20 A. M. FISCHER et al. Figure 11. Temperature changes (in C, relative to ) over Europe in the multi-model mean (mean over the projections that were averaged according to the driving GCM beforehand). RCMs have been driven by the same GCM and therefore reveal pronounced covariances? This requirement has been pragmatically resolved by averaging all RCMs driven by the same GCM, thus reducing the inter-model correlations. The most difficult challenge has been the choice of a prior assumption on the magnitude of model error uncertainty. We have shown that the choice of this value is directly linked to the posterior projection uncertainty obtained from the BAB and is thus of uttermost importance. In this study, these prior values have been obtained from the assumption that the model runs available fully sample the range of model uncertainty (given below). More specifically, the prior has been assumed to be decomposable into a sum of two variance estimates, one comprising the variability across the different driving GCMs, and one comprising the variability across different RCMs driven by the same GCM. On the basis of this methodology, and taking as reference period, probabilistic scenarios of temperature and precipitation changes have been obtained which can be summarized as follows:

21 CLIMATE CHANGE PROJECTIONS FOR SWITZERLAND Figure 12. As in Figure 11, but for precipitation changes (in %).

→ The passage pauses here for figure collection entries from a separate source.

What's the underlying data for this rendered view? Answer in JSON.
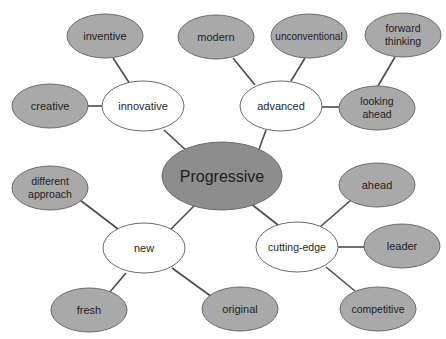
{
  "diagram": {
    "colors": {
      "center_fill": "#8d8d8d",
      "leaf_fill": "#a9a9a9",
      "mid_fill": "#ffffff",
      "stroke": "#6a6a6a",
      "edge": "#4a4a4a"
    },
    "center": {
      "label": "Progressive"
    },
    "branches": [
      {
        "label": "innovative",
        "leaves": [
          "inventive",
          "creative"
        ]
      },
      {
        "label": "advanced",
        "leaves": [
          "modern",
          "unconventional",
          "looking ahead"
        ],
        "subleaves": [
          "forward thinking"
        ]
      },
      {
        "label": "new",
        "leaves": [
          "different approach",
          "fresh",
          "original"
        ]
      },
      {
        "label": "cutting-edge",
        "leaves": [
          "ahead",
          "leader",
          "competitive"
        ]
      }
    ],
    "nodes": {
      "progressive": "Progressive",
      "innovative": "innovative",
      "inventive": "inventive",
      "creative": "creative",
      "advanced": "advanced",
      "modern": "modern",
      "unconventional": "unconventional",
      "forward_thinking_1": "forward",
      "forward_thinking_2": "thinking",
      "looking_ahead_1": "looking",
      "looking_ahead_2": "ahead",
      "new": "new",
      "different_approach_1": "different",
      "different_approach_2": "approach",
      "fresh": "fresh",
      "original": "original",
      "cutting_edge": "cutting-edge",
      "ahead": "ahead",
      "leader": "leader",
      "competitive": "competitive"
    }
  }
}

The black dots indicate those regions where at least 80% of the models agree on sign. (1) In the course of the 21st century, Switzerland will experience significant changes in climatic conditions (temperature and precipitation) as compared to the observed climate of the past decades. (2) The magnitude of climate change in Switzerland depends on region and season, and particularly on the pathway of future greenhouse gas emissions. (3) If emissions follow a fuel-intensive non-intervention emission scenario (A2), the median estimate indicates (1) an increase of seasonal mean temperature of C by 2085, depending on region and season, (2) a 21 28% decrease of summer mean precipitation, depending on region, and (3) a 23% increase of winter precipitation south of the Alps. (4) If effective mitigation measures were implemented to halve greenhouse gas emissions globally by about 50% by 2050 (RCP3PD scenario), climate would still change in Switzerland over the next decades, but is projected to stabilize at C warming, and an 8 10% summer drying by 2085.